The International Cocoa Initiative calls for greater industry-wide action on child and forced labour
The International Cocoa Initiative (ICI) has called for ‘a massive expansion’ of collaboration from the industry’s key players to reach out at risk children and adults who are vulnerable to forced labour within the sector, reports Neill Barston
As the child-protection organisation revealed to Confectionery Production in its lates 2021-26 strategy, its main goal remains increasing children’s and workers’ rights within core producing nations including Ivory Coast and Ghana, which account for two thirds of the supply chain serving the confectionery market.
According to ICI’s research, a total of one in three youngsters in the two key cocoa-growing nations is involved with some form of child labour, with a more limited problem relating to forced labour on a localised level, which the group said remained a notable problem within agricultural systems. Wider industry studies have revealed that around two million children are affected by the overall issue of child labour within the West African nations.
Significantly, the organisation’s findings revealed that only between 10-20% of children in the entire cocoa chain are presently covered by monitoring and remediation measures, which it is aiming to reach a figure of complete coverage through the support of cocoa and confectionery manufacturers through a series of joint actions.
As previously reported, the cocoa sector has put forward a number of initiatives over the past 10 years on this core issue, ranging from groups including Fairtrade, Rainforest Alliance and World Cocoa Foundation, through to company-led initiatives from Mars, Mondelez International, Barry Callebaut, Cargill, Olam and Tony’s Chocolonely.
In response to the situation, ICI, which has been operating in the region for over 13 years, has produced its latest strategy has established a roadmap to achieve its vision of thriving cocoa-growing communities within a dignified, sustainable and responsibly-managed cocoa supply chain, consisting of three key pillars.
These include: delivering responsible supply chains built on systems and services that responsibly and transparently prevent and remediate child labour and forced labour across the entire cocoa supply chain.
Secondly, to create a supportive enabling environment with local, national and international policies and laws, that inspire, motivate and obligate progress, from human rights due diligence legislation in cocoa-consuming countries, to policies that continue to advance access to quality education and social protection in cocoa-producing countries. Finally, ensuring coordinated approaches to support collaboration, alignment and accountability across the cocoa and chocolate industry, civil society, governments, and donors to maximise their collective impact is also considered of vital importance.
Increasing its operations
Together with its industry partners, including civil organisations and government, ICI has, over more than a decade, has made an impact on what remains an ongoing issue. Since 2015, its collective work has reportedly delivered improved child protection for over 380,000 children, as detailed in its annual report.

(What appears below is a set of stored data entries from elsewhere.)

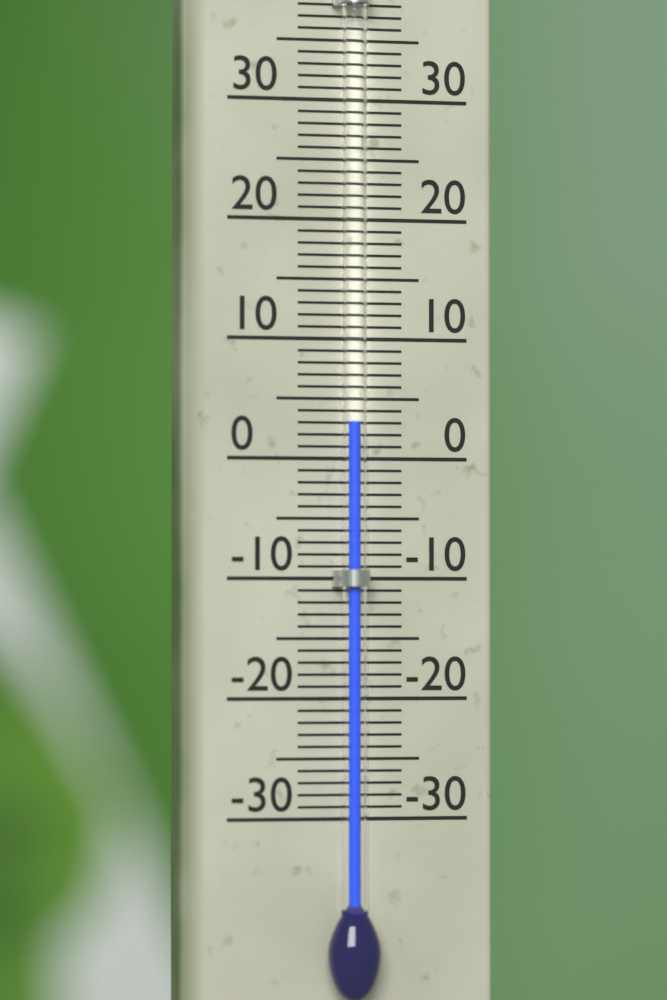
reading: 3 °C
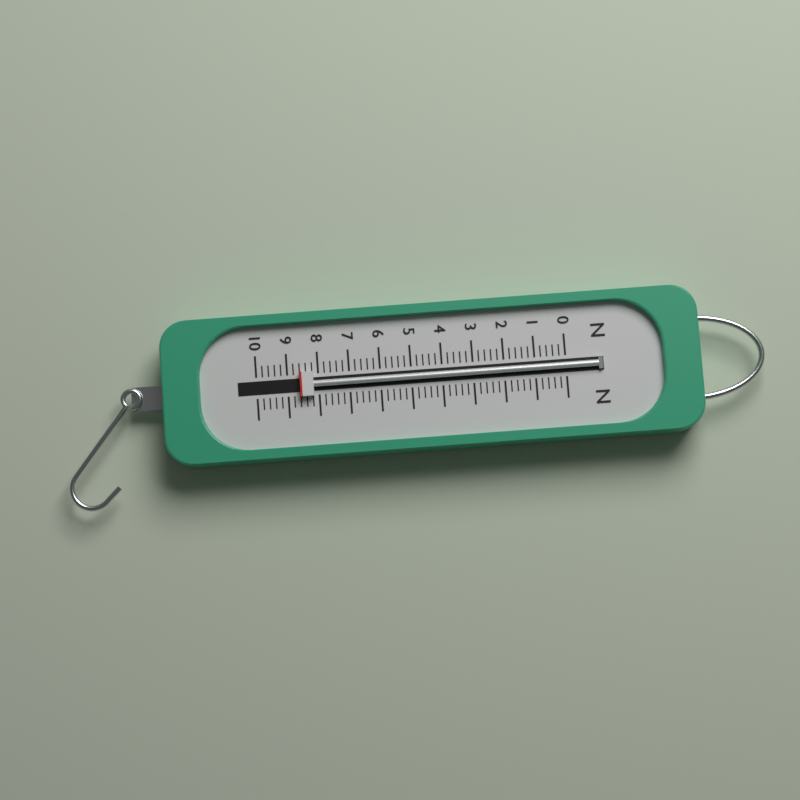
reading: 8.6 N
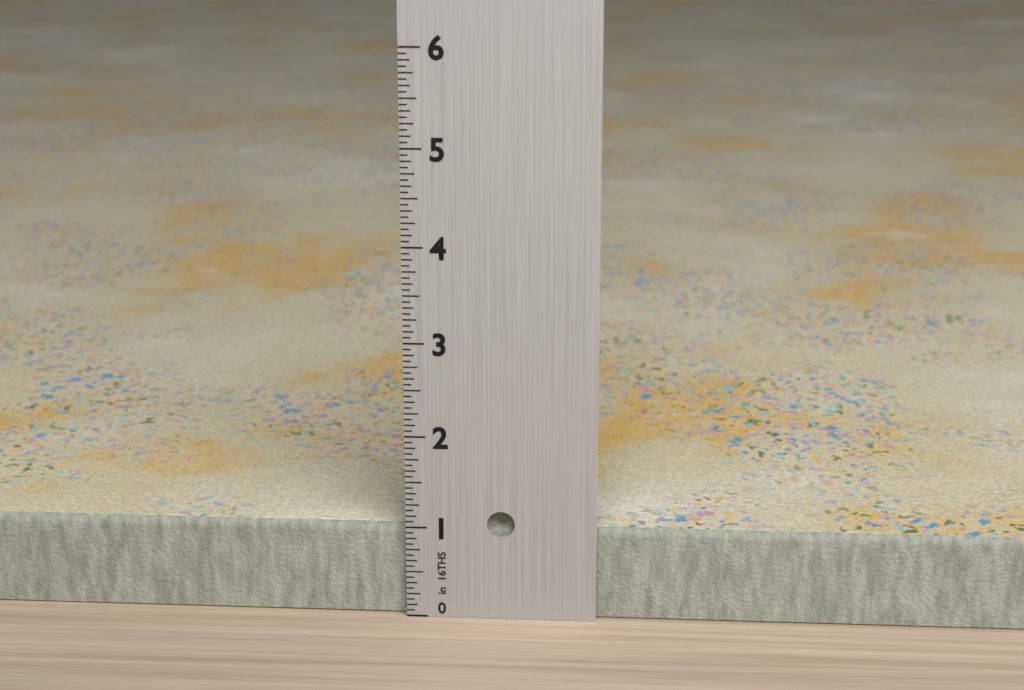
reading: 1.0000 in
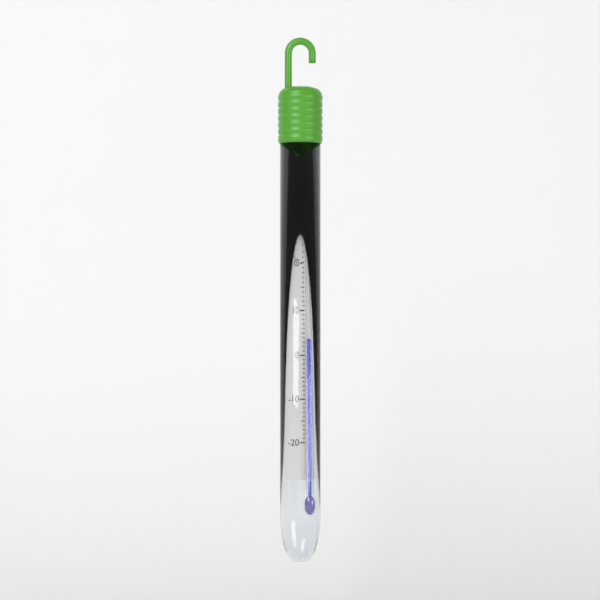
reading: 4 °C
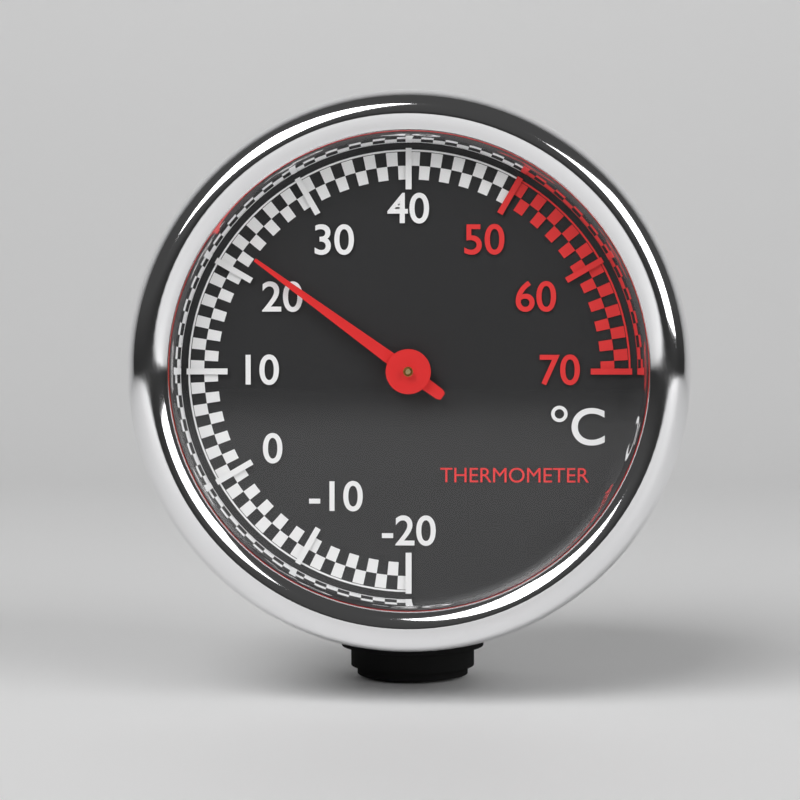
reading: 22 °C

The organisation’s Child Labour Monitoring and Remediation Systems and community development approaches have been proven to be effective at reducing child labour, with research and learning contributing to the continuous improvement of these efforts.
Through its new Strategy, ICI’s focus will pivot to three core areas: Innovation and learning: ICI will continue to test and evaluate new ways of tackling child and forced labour and will conduct research on root causes, effective policies and promising practices.
Technical advocacy: ICI will promote the knowledge and learning it generates, engaging in the development of policies and standards, supporting all stakeholders to align their actions for a more coordinated approach and mobilising resources to unlock investments required for the scale up of effective solutions.
Capacity and systems strengthening: ICI will provide time-limited operational support to its members and partners to set-up child labour and forced labour prevention and remediation mechanisms that can eventually be sustained without ICI’s support, strengthening national, corporate, civil society and community systems and helping them work together.
ICI expects that these efforts will inspire and deliver the required 100% coverage of human rights due diligence systems that prevent and remediate child labour and forced labour. 25% of the full supply chain will be covered by ICI’s direct work with its partners, while ICI will use its influence to drive collective efforts to cover the remaining 75% of the supply chain. This will positively impact the lives of 1.7 million children by 2025.
“This new strategy is ambitious. We are aiming to drive full coverage of child labour and forced labour risks across the cocoa supply chain in Ghana and Côte d’Ivoire, which involves reaching 70% more children than under our previous strategy,” said Nick Weatherill, ICI’s Executive Director. “While a significant undertaking that will require more actors to engage and all actors to invest more, we believe full coverage is possible building on the results of the past and on the collaborative energy in the sector.
“We can see that momentum is building for real change. Human rights due diligence legislation, for instance, is being increasingly applied to global supply chains, requiring more and more actors to implement the kind of approaches that ICI has developed with its partners. With ICI playing a catalytic role in refining, promoting and embedding these tools, and with all actors in the cocoa sector working together as part of a coordinated multi-stakeholder effort, we can bring our collective vision of thriving cocoa-growing communities to life.”